Vrest Orton. Goudy: Master Of
Letters. Chicago:
The Black Cat Press, 1939.
David Pankow. Melbert B. Cary, Jr., and the Press of the Woolly Whale. Rochester: The Cary
Graphic Arts Press, Rochester Institute of Technology, 2002.
Will Ransom. Private Presses and their
Books. New York:
R.R. Bowker, 1924. [Lists a number of Village Press
imprints. BVP refers to this work a number of times.]
Anne D. Thomen. Frederic W.
Goudy Correspondence, 1935-1946. (Master’s Thesis,
Rochester Institute of Technology), May 1977. [A
calendar of correspondence in RIT’s Cary Collection
with useful preface.]
Robert Nikirk, “The Grolier Club Library,” in The
Grolier Club, 1887-1984, New York:
The Club, 1984. [Brief citation on p. 39.]
Allen Asaf, “Exhibitions and Meetings,” in The
Grolier Club, 1887-1984, New York:
The Club, 1984. [Citations on pp. 199 and 218.]
Documented Exhibitions of this Collection
1933 AIGA. American Institute of Graphic
Arts, New York.
(Honoring thirty-three years of the Village Press.)
[The exhibition, largely organized by Cary,
was important to extending his collection for the bibliography. Multiple copies
of the catalog, one with insurance values, and ephemera are in the collection.]
1943 Grolier Club,
New York. (Honoring donation of MBC’s Goudyana Collection at The Grolier Club. Goudy was
speaker, and Mary Flagler Cary was honored. (See The Grolier Club, 1887-1984,
p. 199)
1965 Grolier Club,
New York. (Small exhibition, honoring Goudy’s
Centennial at the Grolier Club. (See The Grolier Club, 1887-1984,
p. 218)
Related Collections at Other Institutions
Library of Congress. Frederic W. Goudy Collection:
Personal library, papers, and publications. (Acquired from
FWG by purchase in 1944.) <http://www.loc.gov/spcoll/099.html>
Rochester Institute of Technology, Cary Graphic Arts Collection. Frederic W. Goudy Collection; Goudy Vertical Files, and Matrices.
Access to correspondence through Anne D. Thomen.

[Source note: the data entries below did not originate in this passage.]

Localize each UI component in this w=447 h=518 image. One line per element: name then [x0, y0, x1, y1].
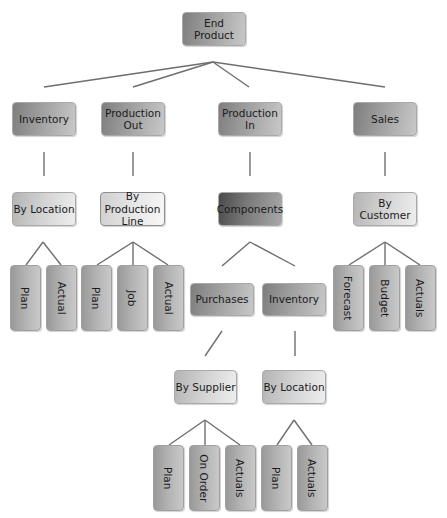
node-label-line1: Production	[105, 107, 161, 120]
node-location-plan: Plan	[261, 445, 292, 511]
node-inventory-actual: Actual	[46, 265, 77, 331]
node-label-line2: Line	[122, 215, 144, 228]
node-supplier-on-order: On Order	[189, 445, 220, 511]
node-label: End Product	[183, 17, 245, 42]
node-by-supplier: By Supplier	[174, 370, 237, 404]
node-label: Actuals	[234, 459, 247, 497]
node-label: Plan	[19, 287, 32, 309]
node-components-inventory: Inventory	[262, 283, 326, 316]
node-label: Plan	[90, 287, 103, 309]
node-label-line1: By Production	[101, 190, 164, 215]
node-label: By Location	[263, 381, 324, 394]
node-supplier-actuals: Actuals	[225, 445, 256, 511]
node-sales: Sales	[353, 102, 417, 136]
node-production-line-actual: Actual	[153, 265, 184, 331]
hierarchy-diagram: End Product Inventory Production Out Pro…	[0, 0, 447, 518]
node-production-out: Production Out	[101, 102, 165, 136]
node-by-production-line: By Production Line	[100, 192, 165, 226]
node-label: Plan	[270, 467, 283, 489]
node-label: Inventory	[19, 113, 69, 126]
node-label: Forecast	[342, 276, 355, 320]
node-label: Sales	[371, 113, 399, 126]
node-customer-actuals: Actuals	[405, 265, 436, 331]
node-label: By Supplier	[175, 381, 235, 394]
node-location-actuals: Actuals	[297, 445, 328, 511]
node-label: Components	[217, 203, 283, 216]
node-production-line-job: Job	[117, 265, 148, 331]
node-label: By Customer	[354, 197, 416, 222]
node-supplier-plan: Plan	[153, 445, 184, 511]
node-label-line2: Out	[123, 119, 142, 132]
node-label-line1: Production	[222, 107, 278, 120]
node-label: Purchases	[195, 293, 248, 306]
node-label: Inventory	[269, 293, 319, 306]
node-production-in: Production In	[218, 102, 282, 136]
node-label: Budget	[378, 279, 391, 317]
node-production-line-plan: Plan	[81, 265, 112, 331]
node-label: Actuals	[414, 279, 427, 317]
node-customer-budget: Budget	[369, 265, 400, 331]
node-label: Actual	[162, 282, 175, 315]
node-by-location: By Location	[12, 192, 76, 226]
connector-lines	[0, 0, 447, 518]
node-label: By Location	[13, 203, 74, 216]
node-label: On Order	[198, 454, 211, 502]
node-label: Actuals	[306, 459, 319, 497]
node-components-by-location: By Location	[262, 370, 326, 404]
node-customer-forecast: Forecast	[333, 265, 364, 331]
node-inventory: Inventory	[12, 102, 76, 136]
node-label-line2: In	[245, 119, 255, 132]
node-by-customer: By Customer	[353, 192, 417, 226]
node-components: Components	[218, 192, 282, 226]
node-end-product: End Product	[182, 12, 246, 46]
node-label: Actual	[55, 282, 68, 315]
node-inventory-plan: Plan	[10, 265, 41, 331]
node-label: Job	[126, 290, 139, 306]
node-purchases: Purchases	[190, 283, 254, 316]
node-label: Plan	[162, 467, 175, 489]
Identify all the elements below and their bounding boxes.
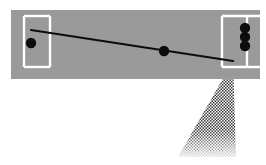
diagram-root <box>0 0 266 165</box>
right-player-marker-top <box>240 23 250 33</box>
ball-marker-midfield <box>159 46 169 56</box>
left-player-marker <box>26 38 36 48</box>
right-player-marker-bottom <box>240 41 250 51</box>
right-player-marker-middle <box>240 32 250 42</box>
pitch-trajectory-diagram <box>0 0 266 165</box>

Frederic W. Goudy Correspondence,
1935-1946. (Master’s Thesis, Rochester Institute of
Technology), May 1977.
Additional Collections
Scripps College.
Frederick [sic] Goudy Collection. (FWG designed Scripps Modern and
Italic for the College.) <
http://voxlibris.claremont.edu/sc/collections/den/goudy.asp>
University of Delaware. Frederic W. Goudy Collection.